Johannes Vermeer was one of the masters of the Dutch "Golden Age". But only 34 paintings have been accepted by scholars as authentic. This one has been called the "Dutch Mona Lisa".
The similarities are immediate: the penetrating focus on a female subject whose gaze is both tantalising and mysterious.
But Vermeer's oil-on-canvas picture is not a portrait. A portrait of a woman was traditionally ordered by her husband on marriage or betrothal - a public statement of marital status, social standing and personal virtue.
Portraits were often placed in the front rooms of houses for visitors and even passersby to see.
Vermeer's girl, who wears an exotic turban, is in fact an example of another common type of Dutch Golden Age painting - a "tronie".
Tronie means "head" and is a small image of a generic type, typically involving dressing up and posing. Tronies are theatrical, role-playing images that "play" with the viewer.
Dutch inventories from Vermeer's day list tronies of old or young people, foreigners, or describe the figures in terms of their emotional state, like "a laughing tronie". The woman here is posing provocatively, her head turned dramatically towards the viewer, her lips parted suggestively yet innocently, her liquid eyes meeting ours with startling immediacy.
The immediacy of her expression is matched by Vermeer's broad, expressive brushwork. The folds of the turban are handled with rich freshness to indicate soft folds of cloth that move with the sitter, and the slight ripples in her dress insist that the girl here has just moved to meet our gaze.
Set against a dark background, she comes to life on the canvas. It's no wonder Vermeer's girl has become the subject of popular fascination: she is bold and bewitching, provocative and mysterious while still maintaining an air of youthful innocence.
There is no symbolism to decode here. The tronie subject would have been obvious to Vermeer's contemporaries, who would have remarked upon her fanciful dress and her life-like face. Her pearl earring, probably exaggerated in size to call attention to pearls as costly luxuries, points again to the picture as a fantasy, a play.
Dutch Mona Lisa
Painting: Girl with a Pearl Earring, 1665-1666?
Artist: Johannes Vermeer, (1632-1675).
Seen lately: The book and the 2003 film, starring Scarlett Johansson.
See the original: At Mauritshuis, The Hague, The Netherlands.
* Erin Griffey is a specialist in Baroque art at the University of Auckland.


Your objective:
Leave out the pictures and restate every entry word for word.

[Data tied to figure images]

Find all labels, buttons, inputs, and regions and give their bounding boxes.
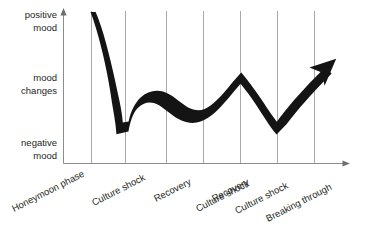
y-label-negative-line2: mood (33, 150, 57, 161)
x-axis-labels: Honeymoon phase Culture shock Recovery C… (10, 168, 333, 224)
y-label-positive-line2: mood (33, 22, 57, 33)
y-label-negative-line1: negative (21, 137, 57, 148)
x-axis-arrowhead (343, 160, 351, 166)
y-axis-labels: positive mood mood changes negative mood (21, 9, 57, 161)
x-axis (64, 160, 351, 166)
y-axis (60, 8, 66, 164)
mood-curve-stroke (91, 12, 332, 134)
y-axis-arrowhead (60, 8, 66, 16)
x-label-culture-shock-1: Culture shock (90, 171, 147, 207)
y-label-changes-line1: mood (33, 72, 57, 83)
x-label-recovery-1: Recovery (152, 176, 193, 204)
culture-shock-chart: positive mood mood changes negative mood… (0, 0, 368, 236)
chart-canvas: positive mood mood changes negative mood… (0, 0, 368, 236)
y-label-changes-line2: changes (21, 85, 57, 96)
y-label-positive-line1: positive (25, 9, 57, 20)
x-label-honeymoon-phase: Honeymoon phase (10, 168, 86, 214)
gridlines (92, 11, 315, 163)
mood-curve (91, 12, 337, 134)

Answer space:
Find all labels, buttons, inputs, and regions and give their bounding boxes.
y-label-negative-line2: mood (33, 150, 57, 161)
x-axis-labels: Honeymoon phase Culture shock Recovery C… (10, 168, 333, 224)
y-label-positive-line2: mood (33, 22, 57, 33)
y-label-negative-line1: negative (21, 137, 57, 148)
x-axis-arrowhead (343, 160, 351, 166)
y-axis-labels: positive mood mood changes negative mood (21, 9, 57, 161)
x-axis (64, 160, 351, 166)
y-axis (60, 8, 66, 164)
mood-curve-stroke (91, 12, 332, 134)
y-axis-arrowhead (60, 8, 66, 16)
x-label-culture-shock-1: Culture shock (90, 171, 147, 207)
y-label-changes-line1: mood (33, 72, 57, 83)
x-label-recovery-1: Recovery (152, 176, 193, 204)
culture-shock-chart: positive mood mood changes negative mood… (0, 0, 368, 236)
chart-canvas: positive mood mood changes negative mood… (0, 0, 368, 236)
y-label-changes-line2: changes (21, 85, 57, 96)
y-label-positive-line1: positive (25, 9, 57, 20)
x-label-honeymoon-phase: Honeymoon phase (10, 168, 86, 214)
gridlines (92, 11, 315, 163)
mood-curve (91, 12, 337, 134)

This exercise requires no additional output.